Raves / Union

Raves: Ray Gaddis; setting a higher standard

Photo: Paul Rudderow

You’ve seen this classic Ray Gaddis moment.

He finds a combination with a midfielder and, through his speed and agility, suddenly finds himself at the corner of the 18. Every time it happens, there is a fraction of a second, when his bend-over stance freezes, and for tiny bit of time, everything comes to a standstill.

Gaddis takes a breath and a few rays of sunlight.

In his head, he is running the numbers like an Atlantic City casino accountant anticipating a large payout. He knows very well what he wants to do. He is a soccer player, and a man, and wants to score. But he’s also a rational thinking human being who reads the Bible before bed, but also admires philosophy because he enjoys thinking. In that one moment, he knows he can make a sneaky thought-out move and glory may fall upon him, but he gives himself a meager 20 percent success rate. Meanwhile, a pass to one of the more expert finishers will be far more likely to get to the goal.

And so he passes.

We’ve all seen Gaddis at his best. “Gaddis Island,” as Union head coach Jim Curtin used to call it, is the place where wingers go to get shut down. We’ve seen him struggle too, as he did in the U.S. Open Cup final, when he went out to play, clearly injured, and gamely tried to shut down perhaps the league’s most explosive winger in Alberth Elis. No matter what, we get the same: A humble, hard-working veteran who goes out and does his best, no matter the circumstances.

Teams should consist of characters, not cookie-cutter “yessir” athletes who don’t have their own personalities. The wider the array of personalities, the better a team becomes. Heterogeneous communities generally thrive better than homogeneous communities. You feed off each others’ insights, ideas and experiences.

The personalities in the team form the foundation on which other people thrive, and Ray right now is one of the Union’s rocks. The biblical reference is not a coincidence because we all know Gaddis stands out among his team for loving and practicing his religion. He can’t wait to spread to good word after the shrieking sound of the last whistle dies away in the cheering crowds.

Gaddis constantly talks during the game to motivate and warn the guys on the line  for approaching attackers. You can hear him say things like, “Play hard but keep it legal!” In other words, do we take a nasty foul to prevent a goal, or do we try to resolve a breakaway situation sweeper-style, a hard but fair tackle?

There was another Ray Gaddis moment on Sep. 15. After he made a bad pass against Montreal, Ignacio Piatti said, Thank you, and was off towards the other half of the field.

Gaddis didn’t waste a breath or a thought. He just sprinted back and found the exact right angle to catch up with Piatti in a matter of seconds. Right then, when they were shoulder to shoulder, Gaddis knew he could foul Piatti, who expected to be taken down at this moment. But the Union were up one goal, the stakes were slightly lower, and there was this one moment of hesitation in his thinking. The hard tackle stayed in his back pocket, and Piatti toe-poked it to Alejandro Silva, who finished by passing Blake. It seemed Gaddis decided to avoid making a card-promising and potentially injury-inducing foul, thereby choosing the game over the win.

This isolated moment in the game is evidence of another admirable decision by Ray Gaddis. Gaddis is bigger than the game. He is a man with a mission as delivered in Colossians 3:17: Fair play matters. He has a faithful following, and he wants to set an example for the young kids who admire him. It’s a higher standard with a simple premise. You play hard, but you play the game the right way.

4 Comments

  1. RAVES: Future Actual Leftback; lifting the bar off the floor

  2. Thanks for this. I admire the man and his faith.

  3. Aaron Widman says:

    lmao, only took one day for the ray gaddis post.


## Activity
Match on the string "JSON" in the entries below and return every matching line.

________

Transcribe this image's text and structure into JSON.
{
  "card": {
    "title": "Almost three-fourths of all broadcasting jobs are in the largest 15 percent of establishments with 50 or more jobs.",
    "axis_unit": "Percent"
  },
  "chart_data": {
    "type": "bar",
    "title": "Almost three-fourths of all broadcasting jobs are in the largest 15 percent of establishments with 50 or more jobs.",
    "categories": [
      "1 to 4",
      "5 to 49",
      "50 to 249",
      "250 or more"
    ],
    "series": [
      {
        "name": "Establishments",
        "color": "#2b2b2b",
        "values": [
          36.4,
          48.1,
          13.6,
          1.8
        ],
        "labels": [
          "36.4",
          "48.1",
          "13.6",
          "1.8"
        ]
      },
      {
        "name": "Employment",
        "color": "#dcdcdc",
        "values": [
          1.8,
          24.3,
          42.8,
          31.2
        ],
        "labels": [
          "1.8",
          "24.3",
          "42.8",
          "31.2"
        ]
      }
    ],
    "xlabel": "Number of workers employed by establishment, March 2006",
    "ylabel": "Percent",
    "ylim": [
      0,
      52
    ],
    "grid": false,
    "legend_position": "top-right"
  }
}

________

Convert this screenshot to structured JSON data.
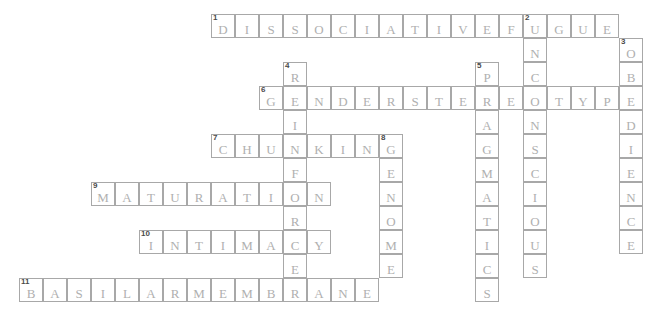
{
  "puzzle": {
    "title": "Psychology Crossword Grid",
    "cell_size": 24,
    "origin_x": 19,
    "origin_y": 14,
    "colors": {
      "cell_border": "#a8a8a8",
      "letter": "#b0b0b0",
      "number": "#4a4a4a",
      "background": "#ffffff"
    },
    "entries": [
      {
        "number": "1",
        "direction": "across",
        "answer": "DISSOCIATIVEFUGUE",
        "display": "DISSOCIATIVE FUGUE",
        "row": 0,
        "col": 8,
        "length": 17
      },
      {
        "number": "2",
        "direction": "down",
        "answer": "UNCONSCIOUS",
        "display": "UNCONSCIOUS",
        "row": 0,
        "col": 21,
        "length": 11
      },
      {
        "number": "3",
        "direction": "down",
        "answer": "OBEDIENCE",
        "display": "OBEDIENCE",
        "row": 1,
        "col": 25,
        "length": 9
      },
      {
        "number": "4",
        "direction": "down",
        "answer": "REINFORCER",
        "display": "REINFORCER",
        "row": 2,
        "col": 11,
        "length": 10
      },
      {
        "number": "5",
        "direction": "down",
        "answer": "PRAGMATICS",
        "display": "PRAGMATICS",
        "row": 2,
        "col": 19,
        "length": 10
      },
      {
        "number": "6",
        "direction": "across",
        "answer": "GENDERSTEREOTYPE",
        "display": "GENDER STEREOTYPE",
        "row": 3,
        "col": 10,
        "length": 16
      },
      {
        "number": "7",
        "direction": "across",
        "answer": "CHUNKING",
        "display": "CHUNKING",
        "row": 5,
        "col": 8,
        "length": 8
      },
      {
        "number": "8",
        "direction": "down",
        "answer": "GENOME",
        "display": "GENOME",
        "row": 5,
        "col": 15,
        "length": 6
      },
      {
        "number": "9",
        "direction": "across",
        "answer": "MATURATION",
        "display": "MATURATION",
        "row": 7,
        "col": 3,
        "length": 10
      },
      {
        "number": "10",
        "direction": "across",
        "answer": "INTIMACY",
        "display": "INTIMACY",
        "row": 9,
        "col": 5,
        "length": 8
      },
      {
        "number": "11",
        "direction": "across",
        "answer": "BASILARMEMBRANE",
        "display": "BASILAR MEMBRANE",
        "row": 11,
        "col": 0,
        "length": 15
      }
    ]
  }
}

________

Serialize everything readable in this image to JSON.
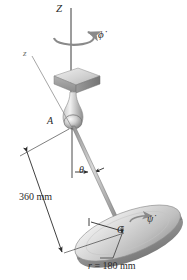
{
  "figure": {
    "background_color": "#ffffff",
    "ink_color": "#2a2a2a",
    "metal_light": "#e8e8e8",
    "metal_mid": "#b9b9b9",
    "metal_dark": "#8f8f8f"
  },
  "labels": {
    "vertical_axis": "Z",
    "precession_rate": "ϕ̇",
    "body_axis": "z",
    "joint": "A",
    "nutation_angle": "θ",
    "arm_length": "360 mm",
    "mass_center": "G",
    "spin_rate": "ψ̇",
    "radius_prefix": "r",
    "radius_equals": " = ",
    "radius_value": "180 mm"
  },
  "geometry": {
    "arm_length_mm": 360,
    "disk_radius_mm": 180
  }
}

________

## Exercise response
Transcribe this image's text and structure into JSON.
Convert this screenshot to structured JSON data.
Serialize everything readable in this image to JSON.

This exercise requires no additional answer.